I even love the rainy fall days and the sound the rain makes on the fallen leaves. It is not the same sound the rain makes any other time of year. Or how the fall puddles are dark and mysterious like they hold secrets.
I love the wind in the fall and how you can literally hear the leaves let go, if you close your eyes and try hard.
I love putting on my fall clothes. Clothes that hold me tight like a hug and keep me warm, like love does.
I love that I took a bucket list trip to see New England in the fall because if you really love fall like I say I do, it is an absolute must because there is nothing like it.
Even after all of that love that I have for fall, there is one thing I love more than all of those things combined. I love how it shows us how absolutely beautiful it is to let things go. I never get sad when this happens because I know that the spring will bring new life not just in nature but in my own being.

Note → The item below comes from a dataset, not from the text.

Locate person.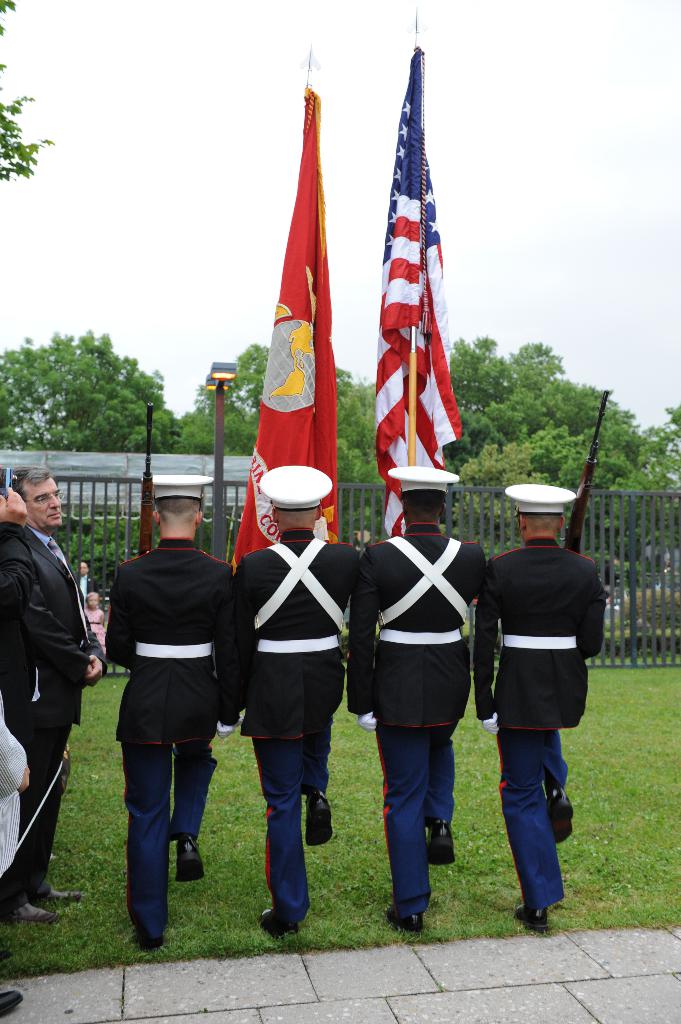
Bounding box: [84,592,106,630].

Letting go feels like giving up. It is exactly the opposite of that. Letting go can be as beautiful as the fall shows us every year without fail that it can be. Letting go means releasing the hold we have on something or something has on us. It means saying it is OK for this moment and this memory to move on. Not disappear, just move on. For fall letting go means there is a winter coming. A period of solace and self reflection. (When is the last time your life was as quiet as it is outside when it snows?) Letting go means you are ready to accept peace.
I love all of the seasons and what they represent and how much they coincide with our own life journeys but none of these seasons put on a display quite as beautiful as fall does. Isn’t that amazing since fall has the most to lose by letting go?
If there is something you want to let go of, I can help. You will not let it go so that you never see it again, you will let it go so that a new version of you can appear and start the seasons of your life all over again. You will learn how to let go by honoring the very thing you are trying to release. You may even actually hold on to it tighter just in a way that shows you how beautiful it is to even have it to let go of in the first place.
I love fall. I love everything about it.